From bull rider to bull fighter
Published 2:09 pm Friday, August 21, 2009
An Austin High School grad is hanging up the spurs and lacing up a pair of cleats.
After five years of riding bulls, Erik Akkerman, who lives in Rose Creek, is trading the sport for one that is just about as dangerous – fighting bulls or rodeo clowning.
Now that he is retired from riding bulls for eight seconds, he’ll focus on fending them off as fallen riders hit the dirt.
“In some aspects bull fighting is a little more dangerous than bull riding because you see way more bulls on a given night,” Akkerman, who graduated from AHS in 2003, said. “But it’s also a little safer, because I’m on my own two feet and I have more control over the situation. It’s kind of a give and take.”
The 24-year old construction worker started riding bulls when he was 19 and he hasn’t looked back since. In 2007, he started fighting bulls as well as riding them and he eventually figured it would be better to make a switch.
“I finally decided that my body was beat up and tore up enough that I needed to quit riding and I didn’t enjoy it as much as I did two years ago,” Akkerman, who is the son of Jay and Rhonda Akkerman, said. “Now I’m kind of getting beat up even more. But I love the adrenaline rush and the thrill of being six inches from a two-thousand pound animal, touching his nose and grabbing his horn.”
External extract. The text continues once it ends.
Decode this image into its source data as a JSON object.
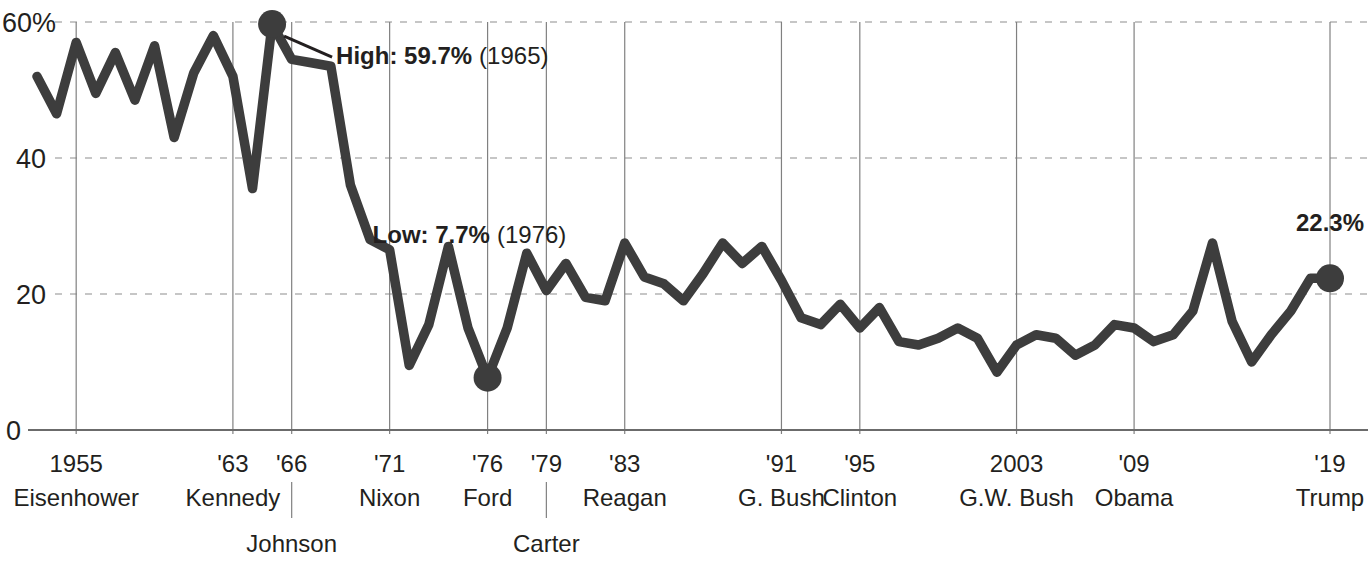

While riding bulls, Akkerman rode mainly in the Circle C Rodeo Association and other bull riding associations. He rode in lots of fairs in Minnesota, Iowa, Nebraska and Missouri. His biggest victory came in 2005, when he was Senior Division (ages 16-19) Reserve Champion at Circle C Rodeo in Alden, Iowa at season’s end.
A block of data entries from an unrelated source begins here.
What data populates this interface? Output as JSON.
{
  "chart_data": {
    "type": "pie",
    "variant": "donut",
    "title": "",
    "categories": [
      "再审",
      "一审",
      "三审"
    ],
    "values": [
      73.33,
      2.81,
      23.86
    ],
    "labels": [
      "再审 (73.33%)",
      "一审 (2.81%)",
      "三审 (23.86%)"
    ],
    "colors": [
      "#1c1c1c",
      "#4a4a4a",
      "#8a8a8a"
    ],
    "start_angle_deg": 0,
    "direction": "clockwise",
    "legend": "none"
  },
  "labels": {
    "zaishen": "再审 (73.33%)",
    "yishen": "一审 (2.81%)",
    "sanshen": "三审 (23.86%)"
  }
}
He also had his fair share of rough falls. In April of 2006 he had a bull step on him, fracturing three ribs and knocking Akkerman out for eight to 10 minutes, which left him with a concussion.
He also had an incident in Rockwell, Iowa in August of 2007 where his hand got hung up in his rope and he was spun around like a helicopter blade for almost eight seconds before he was pulled loose. He pulled every muscle in his chest up to his arm and hyper extended his elbow and wrist.
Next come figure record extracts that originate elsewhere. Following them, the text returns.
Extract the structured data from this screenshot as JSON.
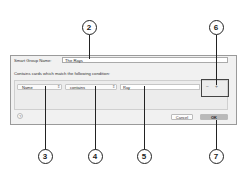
{
  "dialog": {
    "name_label": "Smart Group Name:",
    "name_value": "The Rays",
    "instructions": "Contains cards which match the following condition:",
    "criteria": {
      "field_popup": "Name",
      "operator_popup": "contains",
      "value": "Ray",
      "popup_arrows": "⇕",
      "remove_label": "−",
      "add_label": "+"
    },
    "help_label": "?",
    "cancel_label": "Cancel",
    "ok_label": "OK"
  },
  "callouts": [
    "2",
    "6",
    "3",
    "4",
    "5",
    "7"
  ]
}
Now Akkerman is on the other end of post-fall incidents and he’s glad to return the favor for some of the fighters who helped him out.
“Once buddy of mine broke two ribs fighting a bull I was riding. Then I took a hit for him a couple of years later when he was riding,” Akkerman said. “You’re risking your own life and limb to save another guy when normal people are saying ‘what the heck are you doing?’ But that’s my job and that’s what I’m going to do. If it means I’ve got to break a leg to save a bull rider, that’s what I’ve got to do. A broken leg will heal.”
Years of being on the bull have helped Akkerman learn how to handle it when a fall happens. He usually goes straight to the bull to get its attention away from the fallen rider, but if a rider falls and is unconscious, Akkerman will lie on the rider and cover him until the bull is controlled.
“I’m used to being on the back of a bull, so I can see when an accident is about to happen and I need to get in there,” Akkerman said. “I can make decisions quicker and more efficiently, because I understand what the bull rider and bull are doing.”
With the sport sometimes becoming a matter of life and death, Akkerman said bull riders and bullfighters are a very tight knit group.
“It’s a whole new family,” he said. “Someone may not like you, you may not like them but you still do your job. I’ve still got to save his butt and he’s still got to say thanks. The friends that you make in this sport are so much closer than any other sport, because we’re willing to risk our life and bodies for our buddies.”
Akkerman will been hired to by the St. Peter Rodeo Company out Audubon, Iowa as a bullfighter next summer and he hopes to eventually get his professional bullfighters’ card so he can bull fight for Professional Bull Riders Associaton.
“I’m going to get my feet wet a little more and get my name out there,” he said.
The path to bull fighting was not an easy one for Akkerman to find in the middle of Southeastern Minnesota, where rodeo is not a huge sport.
”It’s a lot tougher getting into rodeo in this part of the state,” he said. “I’ve had to go to Iowa and Nebraska to get my name out and really say ‘I’m here. My farthest rodeo will be 11 hours away in Johnstown, Nebraska over Labor Day weekend this Septemeber.”
But one thing is for sure. If there are any bulls roaming Southeast Minnesota, Akkerman will probably be the first to grab it by the horns.